INDEPENDENT CAPITAL ALLOWANCES SPECIALISTS

CHESHIRE CAVITY STORAGE 1 LIMITED and EDF ENERGY (GAS STORAGE HOLE HOUSE) LIMITED V HMRC [2019]

FIRST TIER TRIBUNAL TAX CHAMBER (FTT)

Background

Both appellants were companies in the EDF Energy PLC Corporate Group and they operate gas storage facilities on adjoining site is Cheshire. The Companies used underground cavities filled with brine to store gas and incurred costs to de-brine the facilities. In addition EDF incurred costs creating further gas cavities by a process of leaching and de-brining. The Companies claimed Capital Allowances on these costs.

HMRC accepted that related costs for boreholes, pipework, pumping and dehydration equipment and control mechanisms qualified for plant and machinery allowances. The dispute was over the cost of preparing the cavities themselves as HMRC disallowed the Capital Allowance claims for both companies and both companies appealed.

FTT Decision

The FTT dismissed the appeals finding that:

The gas storage cavities were not plant and whilst they were central to the appellants’ business that did not in itself make them plant as premises and plant can both be essential.

The cavities were not merely fixed to the land but were part of it, this did not rule out the possibility that they were plant, the matter depended on whether the cavities functioned as premises or as plant. The function of the cavities was to store gas in such a way that it did not dissipate and that it remained in a useable condition. The cavities did have a plant like function but that was an incident of the construction and not the reason they were constructed in the manner they were and there was no evidence that their functioning in a plant like manner was essential.

The appellants business was the storage of gas, however short term, and storage is a premises like function and not a plant like function, and shelter and containment was the significant and predominant function of the cavities.

On the basis of the above reasoning the tribunal held that the cavities were not plant, which was enough to dismiss the appeal. However for completeness the tribunal went on to consider the restrictions of CAA 2001 s22 and were also not saved by List C, the Tribunal said that:

List B and C were not intended by Parliament to be a test of function, they were intended as qualifications on what case law had found to be plant, which was a functional test.

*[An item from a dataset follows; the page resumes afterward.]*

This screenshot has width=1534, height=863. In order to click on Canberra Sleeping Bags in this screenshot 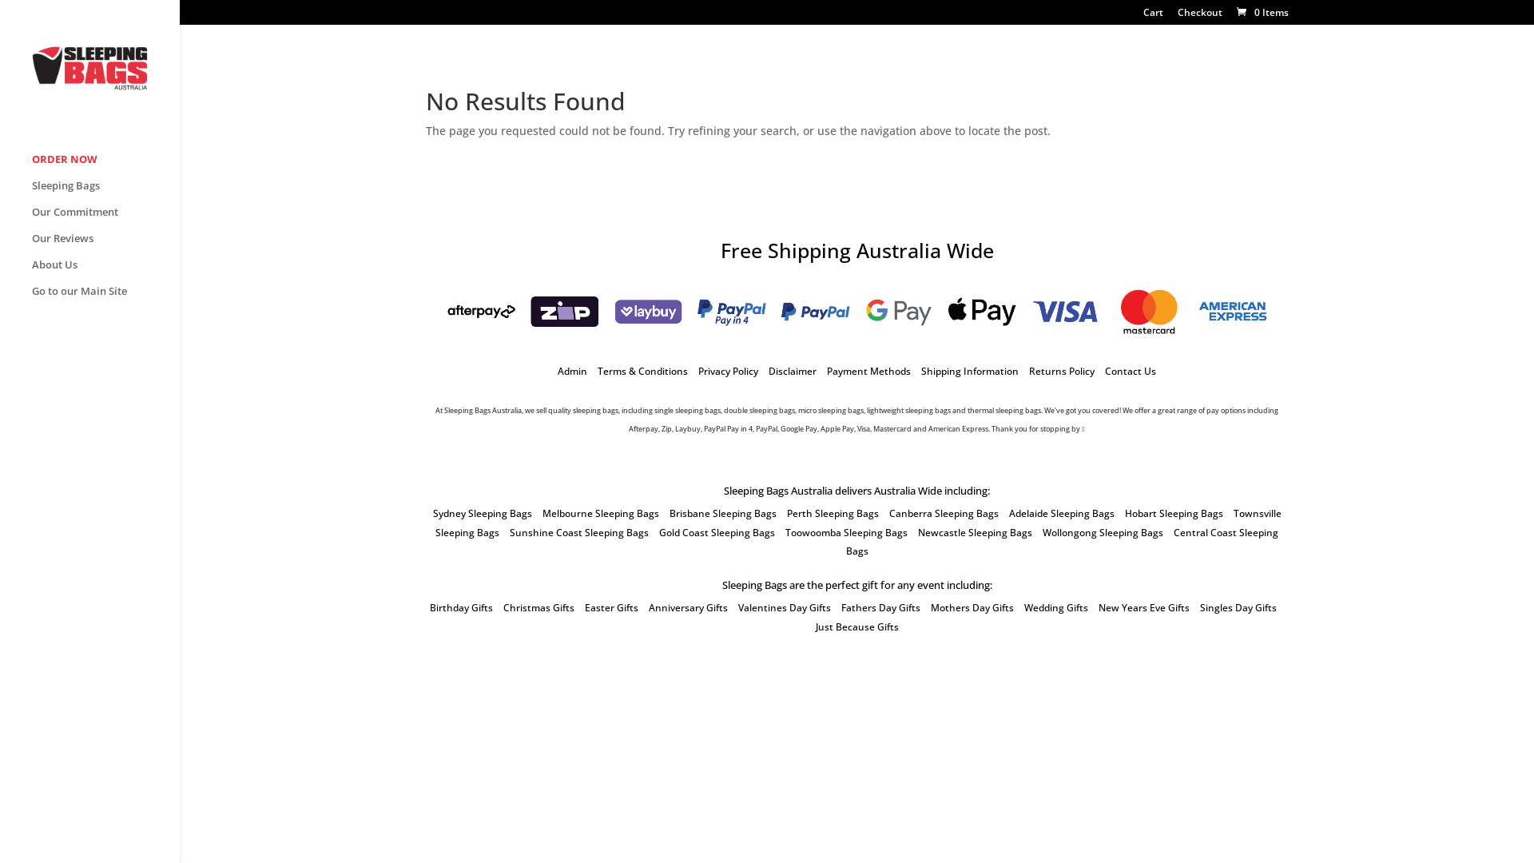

The lists were definitive and could not be used by analogy, e.g. it could not be said that the cavities were within List C because they were like storage tanks, for the list to apply they must be storage tanks.

The exemption at List B for structures “in use for the purposes of an undertaking for the extraction, production, processing or distribution of gas did not apply as the cavities were being used to store gas.

The cavities were not storage equipment, cold rooms, silos or storage tanks (all items on list C) nor were they created for the installation of plant and equipment.

Lovell Consulting View

This is another case on the meaning of plant and as is often the case the asset itself will be of limited relevance to most taxpayers but the points raised will be of much wider interest, in this case particularly for  those trades that involve storage.

The difficulties in defining plant almost always revolve around whether the asset in question is merely or primarily part of the premises within which the business is performed or whether it is apparatus with which the business activities are carried on.

The starting point for the discussion is Yarmouth v France (1887) in which the term plant was defined to include “whatever apparatus is used by a business man for carrying on his business – not his stock-in-trade which he buys or makes for sale; but all goods and chattels, fixed or moveable, live or dead, which he keeps for permanent employment in his business”

The courts have sometimes discussed a functionality test but it comes back to the same question: is the asset functioning as plant or as premises?

The test must always be applied by looking at the function of the asset in the context of the particular business concerned.

In this particular case the tribunal determined that the appellants were not in the business of either processing or distributing gas but only storing gas. This was a complex case where there appear to be genuine disagreement between the parties but the distinction between being an ‘incident’ of the storage or the ‘purpose’ of the storage was fundamental to the argument.

In our view this brings out the importance of gaining clarity on the underlying processes involved, ideally long before the case comes to tribunal. Also it highlights the careful attention required to fully segregate building costs.